Friday, September 22, 2006

OneWebDay

.
BBC NEWS | Technology | Global web celebrations under way
The organisers are planning to create what they hope will be the largest global online photo collaboration.

Web users are being asked to tag their pictures with OneWebDay and upload them to photo-sharing sites Webshots and Flickr, to create global photo albums.
Well, OK, here's my contribution.

The organisers are also encouraging people to post entries to their blogs on Friday which reflect on how the web has changed their lives.
Well, OK, let's see... I didn't have a personal domain, web page or blog before Sir Tim and his colleagues came around with their good ideas, so I credit them and the Web with putting me in contact with some good people I'd never have known otherwise. I also, though, spend a lot of time using the computer, whereas in times past I might have spent that time interacting with people more directly. Who knows?

I'm sure others will go into such things as how the Web has had an impact on political life. Aside from things like Howard Dean leading the race for the Democratic presidential nomination early on largely as a result of Web activism, now we have fundie jihadi's using the Web for their purposes. Ayatollah Khomeini became HMFIC of Iran without the Web, so maybe the jihadis would be where they are today without it, but the Web seems to have had a significant impact on radical jihadi operations. (The embrace of the Web by 7th-century-minded people seems ironic to me.)

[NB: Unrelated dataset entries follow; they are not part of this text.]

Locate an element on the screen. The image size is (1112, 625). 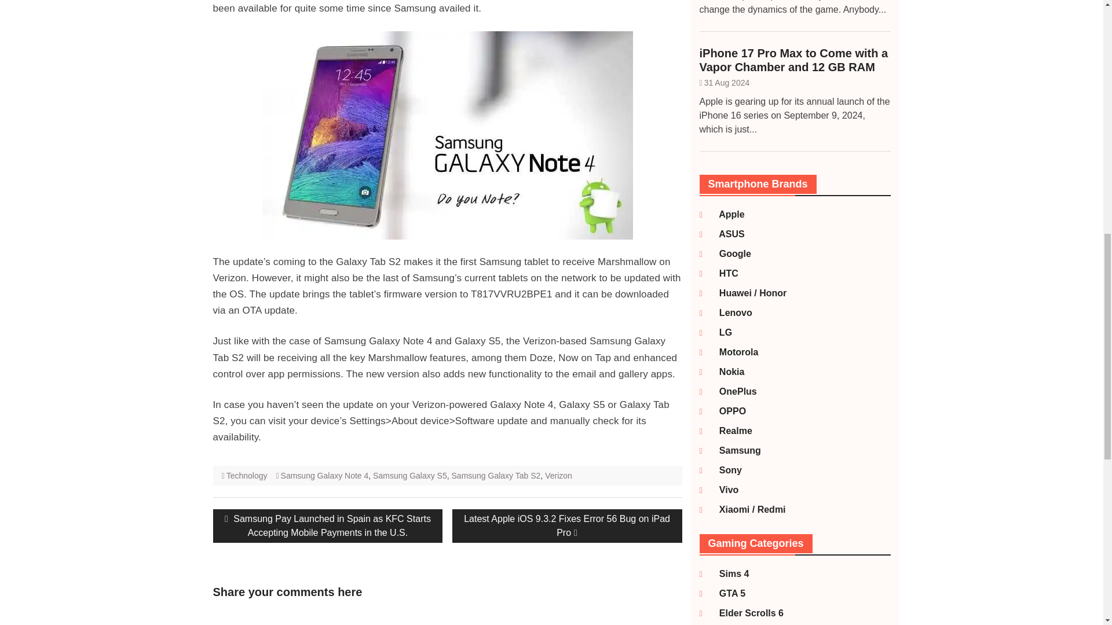
Comment Form is located at coordinates (291, 617).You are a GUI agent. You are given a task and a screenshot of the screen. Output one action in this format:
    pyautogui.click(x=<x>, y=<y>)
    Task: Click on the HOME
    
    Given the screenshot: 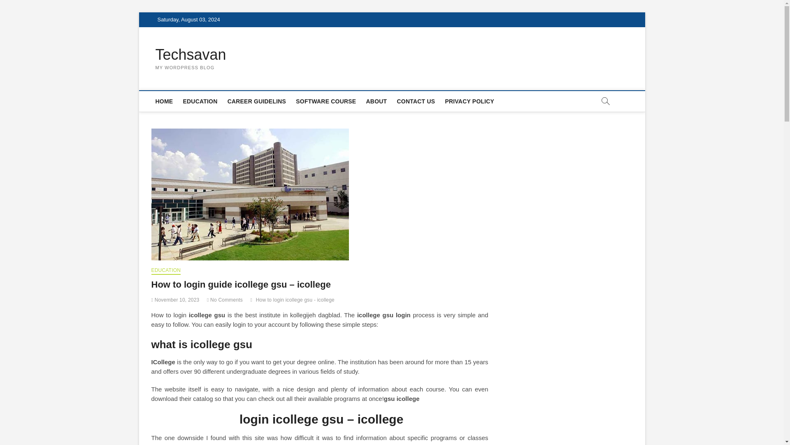 What is the action you would take?
    pyautogui.click(x=164, y=101)
    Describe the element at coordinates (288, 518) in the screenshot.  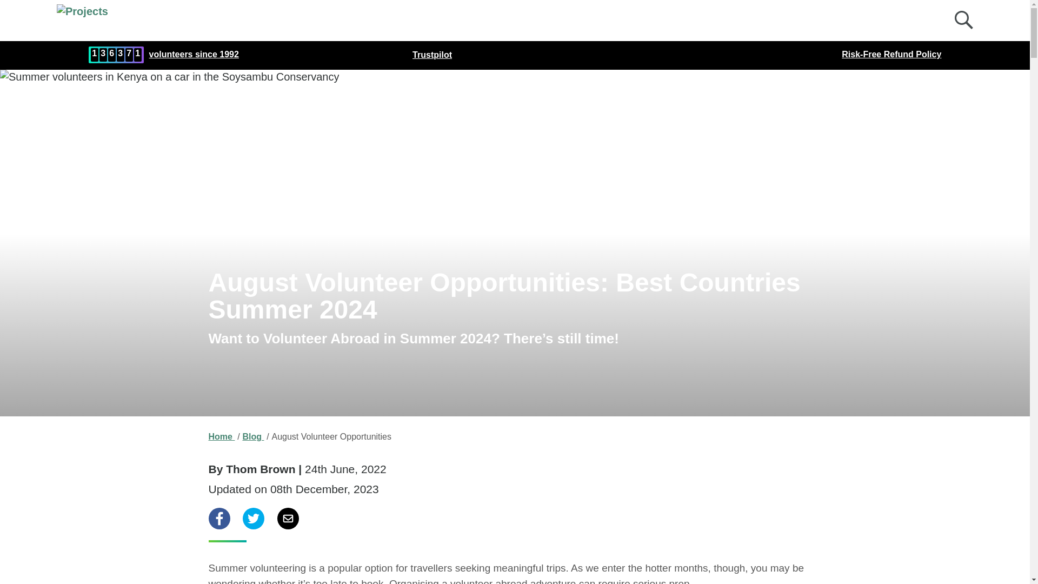
I see `Email` at that location.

I used to have some hope that the Web would lead to a complex interconnectedness from which might emerge a sort of global consciousness, a global brain along the lines described by Howard Bloom and others, that would somehow help humanity's lagging evolution to catch up with present conditions to which we seem so maladapted. More recently, though, I've come to think Cas Sunstein is right when he worries about increased polarization as a function of the Daily Me. "The imagined world of innumerable, diverse editions of the "Daily Me" is the furthest thing from a utopian dream, and it would create serious problems from the democratic point of view." Maybe the global brain will suffer a form of schizophrenia (before getting better, one hopes).

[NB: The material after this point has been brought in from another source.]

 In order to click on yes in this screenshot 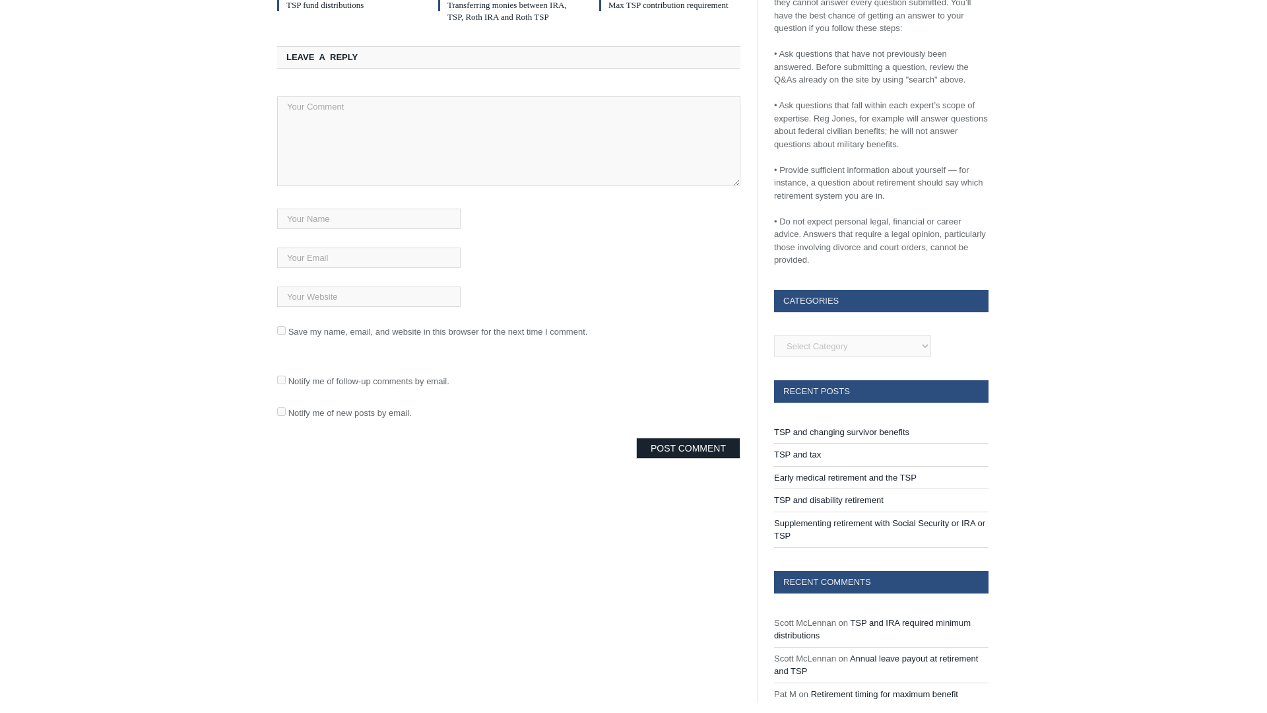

The Web has given me new tools at work. I'm pretty sure I was the first engineer at work to publish a report on the intranet, rather than on paper, some years ago. I keep a little web site on my employer's intranet where I keep job-related reference material, reports and so on. I also have a fledgling online forum for people at other companies involved in my line of work, and searching the Web is a useful tool in my job from time to time.

I guess the Web is like any other tool, available for good or evil. Like a gun, I'd much rather have it than not.